Tuesday, December 04, 2007

The big parade

Today in zazen, I was watching the rising and falling of thoughts, emotions, sensations, and witnessing. I had an image of sitting in a lawn chair, watching a small-town parade. I know the stories and families and history of everyone in the parade: the high school marching band, where my neighbor’s son is playing the tuba, the cheerleader he is secretly in love with, the wounded veterans, blind, crippled, pushed in wheelchairs and bearing witness to unimaginable pain and violence, the crazy Lions club clowning around on tiny bicycles, the horse troop prancing proudly with fluttering banners.

I am captivated by their wholeheartedness and sincerity, and sometimes I want to jump up and join them, or pull a dear friend out of formation to come and visit with me. They keep passing by, filled with sensation, emotion, story, movement, color, music, pain and wisdom.

And then I become aware of the blue spring sky above, with its scattered tufts of clouds, and bright, almost hot sun. The parade is along the main street of my familiar town, with its outdoor pavilion in the middle of a square bounded by small-time stores and cafes. Down the road, not very far, is the rough side of town, where the tough kids live, and desperate families always on the edge of ruin and failure, and where terrifying dangers lurk, or so we feel. Up the hill are the homes of the well-to-do, rich only by small-town standards: the owner of the funeral home, the supermarket manager, the realtor and car dealership owner.

We all want to live on the hill, bestowing our riches on those we cherish and living in comfort and grace. This small town is here in the middle of the country, not far from a great city, an ocean, a mountain range, a prairie. And this beautiful land is in the middle of a continent, troubled by wars and rumors of wars, pollution, crime, the ravages of drugs, violence, greed, and unsurpassable beauty. The continent is part of a collective of lands and oceans, peoples, animals, plants, and formations, spinning 1,000 miles per hour as it arcs through space around the sun, in a solar system of serene choreography, moving with impeccable precision in just such a way as to fulfill its unique place in the galaxy, set somewhere in a vast, incomprehensible universe, so that on this bright, warm, spring day as I sit watching with complete awareness, I can see and hear, at last, the tiny, heartstopping vision of my own child, hands clasping the little saxophone with total absorption, breathing into the reed and bringing forth the tenderly cracked notes of I Love You Truly. If you blink you will miss what you have waited a lifetime for. Don't hold back! Appreciate this very moment—all of it.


What you are asked to do> Give the lines below again exactly, starting with the line that holds "Image resolution: width=1299" and going on through the line that holds "is (351, 561).".

Data shown>
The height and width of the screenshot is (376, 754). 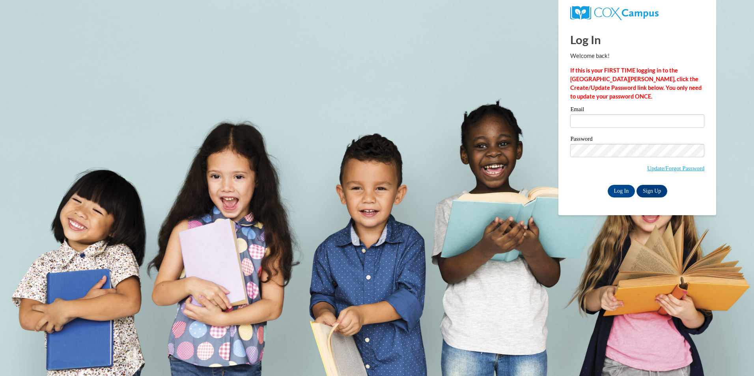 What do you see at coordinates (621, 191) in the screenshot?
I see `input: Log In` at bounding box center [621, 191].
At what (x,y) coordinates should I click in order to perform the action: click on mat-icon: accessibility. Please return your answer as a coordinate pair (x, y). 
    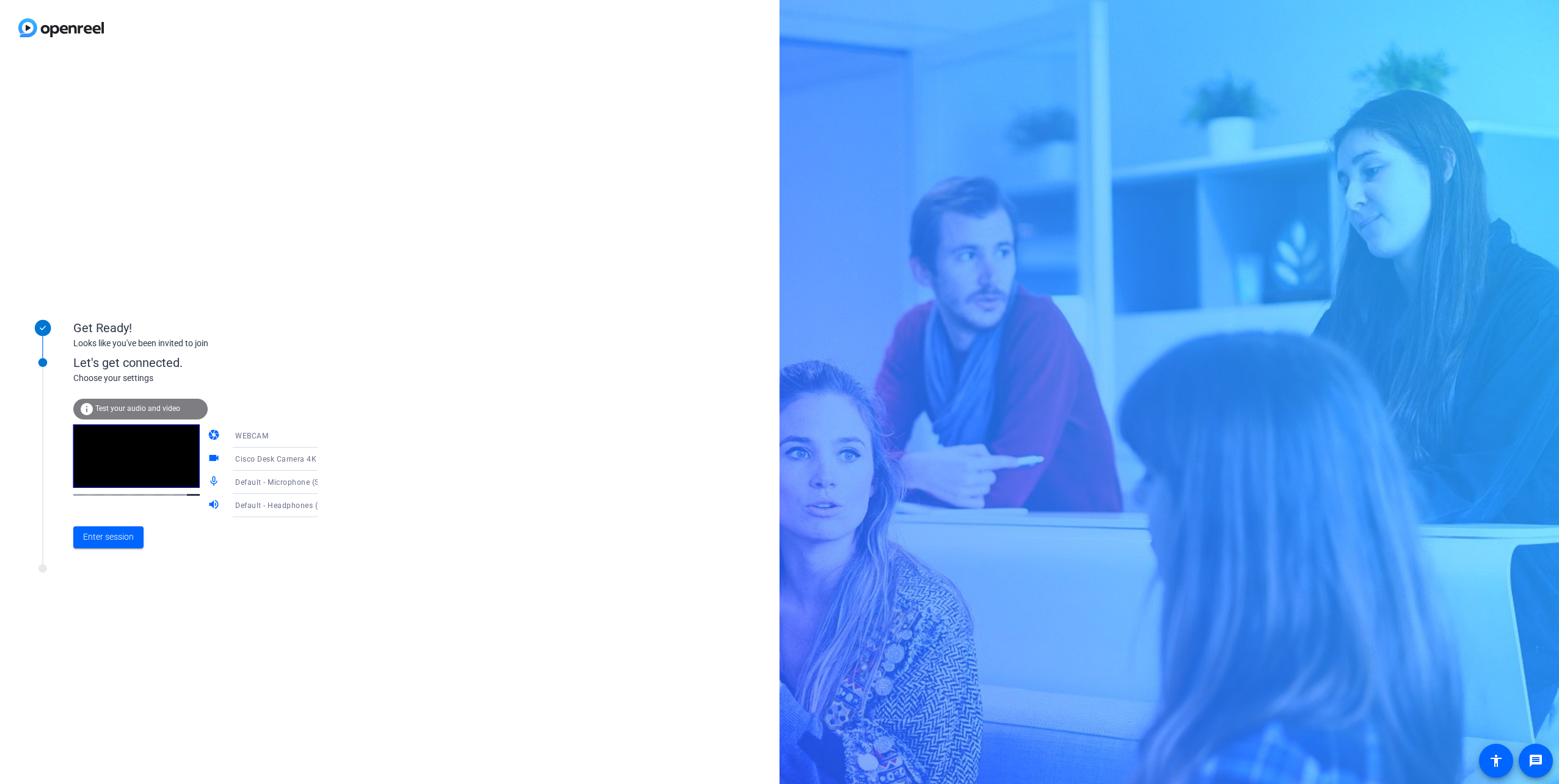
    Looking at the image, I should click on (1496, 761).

--

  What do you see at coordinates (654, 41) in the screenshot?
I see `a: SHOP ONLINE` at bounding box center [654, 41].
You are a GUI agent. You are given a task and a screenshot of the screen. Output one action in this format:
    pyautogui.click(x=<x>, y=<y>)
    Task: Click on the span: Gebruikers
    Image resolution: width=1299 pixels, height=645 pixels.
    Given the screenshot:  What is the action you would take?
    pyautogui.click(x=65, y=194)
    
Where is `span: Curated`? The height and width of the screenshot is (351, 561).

* * *

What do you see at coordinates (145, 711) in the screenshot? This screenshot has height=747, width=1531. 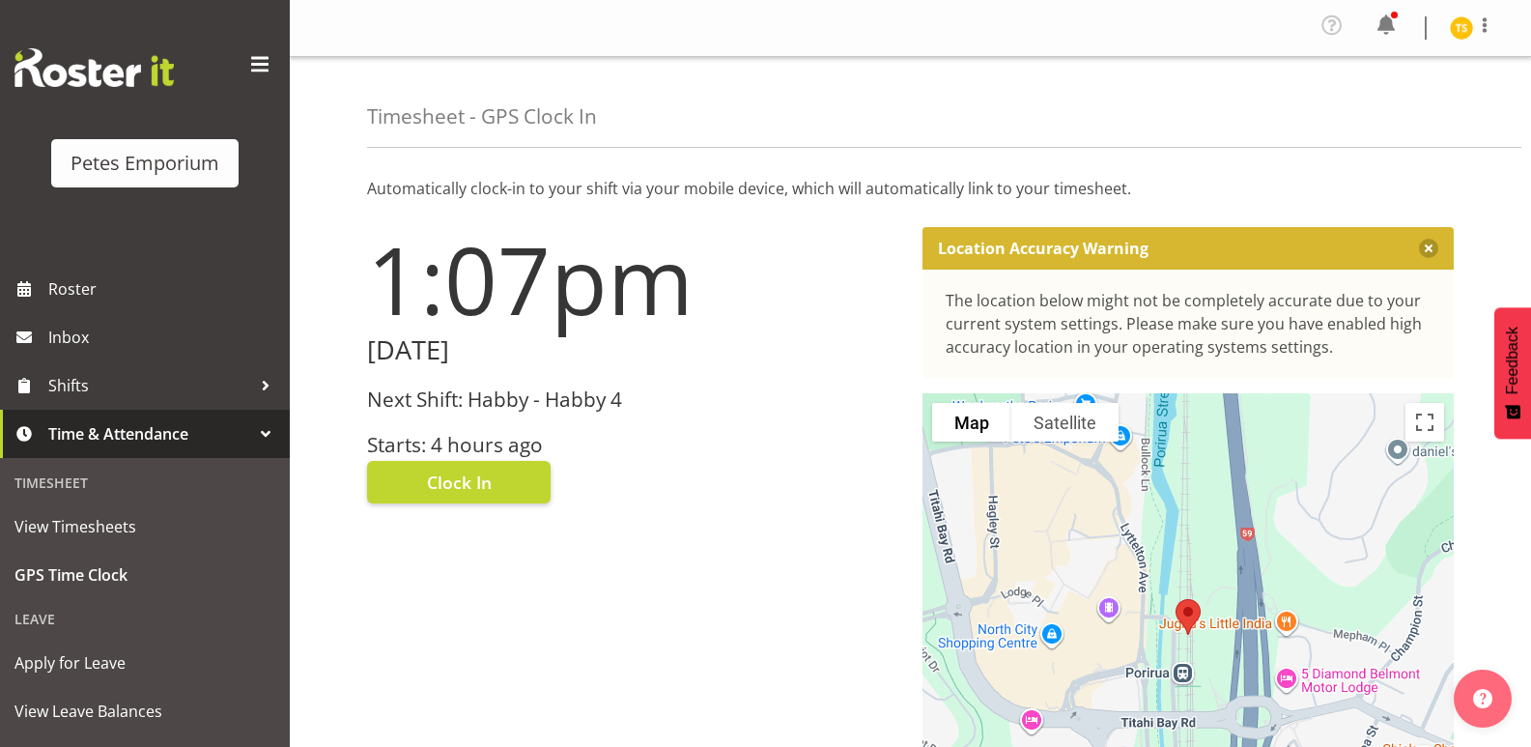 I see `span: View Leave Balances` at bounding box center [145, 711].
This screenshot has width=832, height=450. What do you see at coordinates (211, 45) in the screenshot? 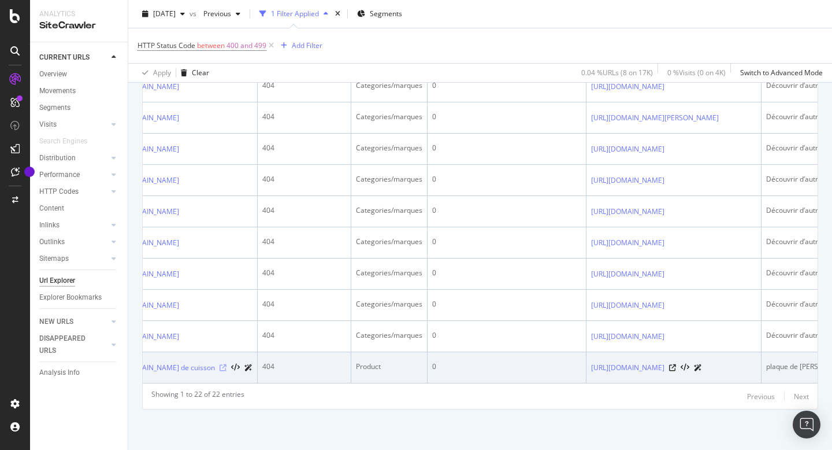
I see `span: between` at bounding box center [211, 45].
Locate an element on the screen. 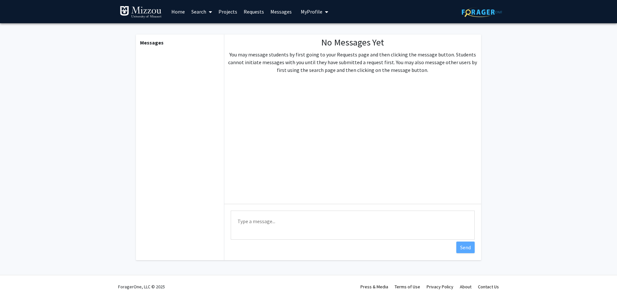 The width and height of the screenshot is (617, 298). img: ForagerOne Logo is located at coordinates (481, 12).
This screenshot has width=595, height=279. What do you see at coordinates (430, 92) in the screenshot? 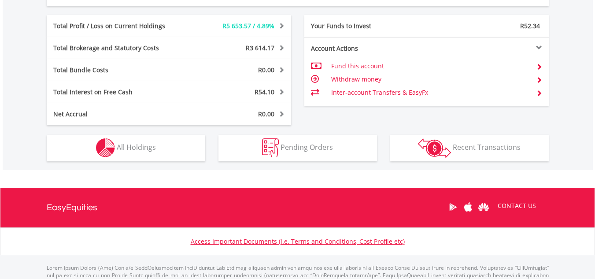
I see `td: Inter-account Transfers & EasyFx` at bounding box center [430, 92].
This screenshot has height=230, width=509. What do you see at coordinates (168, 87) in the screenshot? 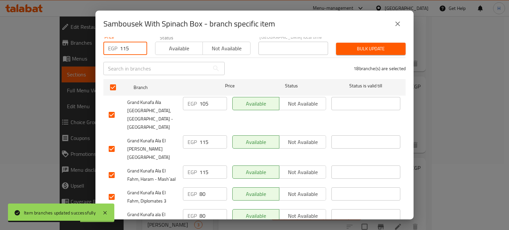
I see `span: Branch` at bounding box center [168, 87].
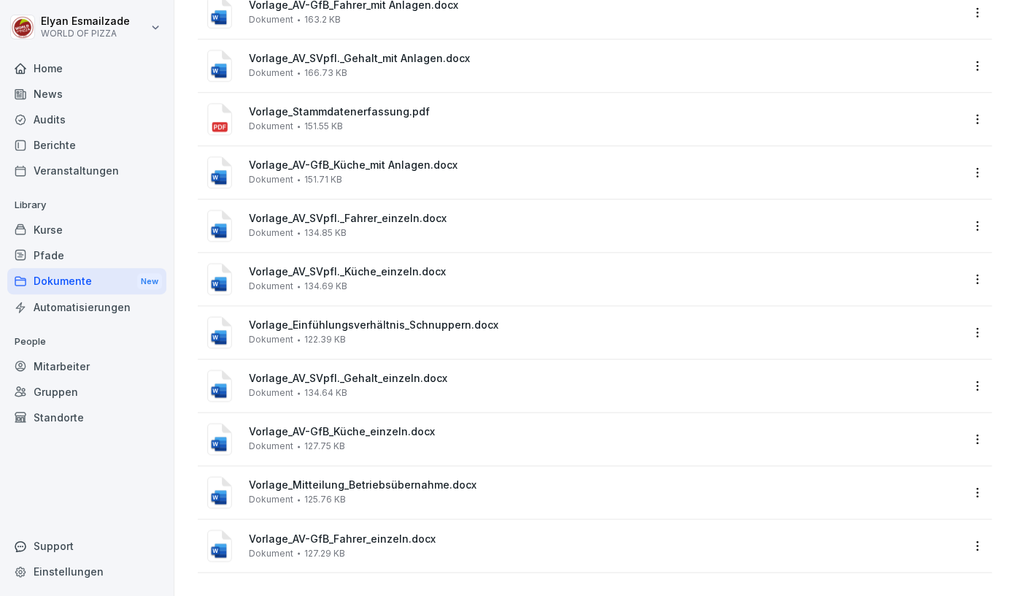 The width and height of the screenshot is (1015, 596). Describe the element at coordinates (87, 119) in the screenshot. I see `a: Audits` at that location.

Solution>
    Image resolution: width=1299 pixels, height=645 pixels.
    Given the screenshot:  What is the action you would take?
    pyautogui.click(x=65, y=194)
    
Where is `span: Curated`? The height and width of the screenshot is (351, 561).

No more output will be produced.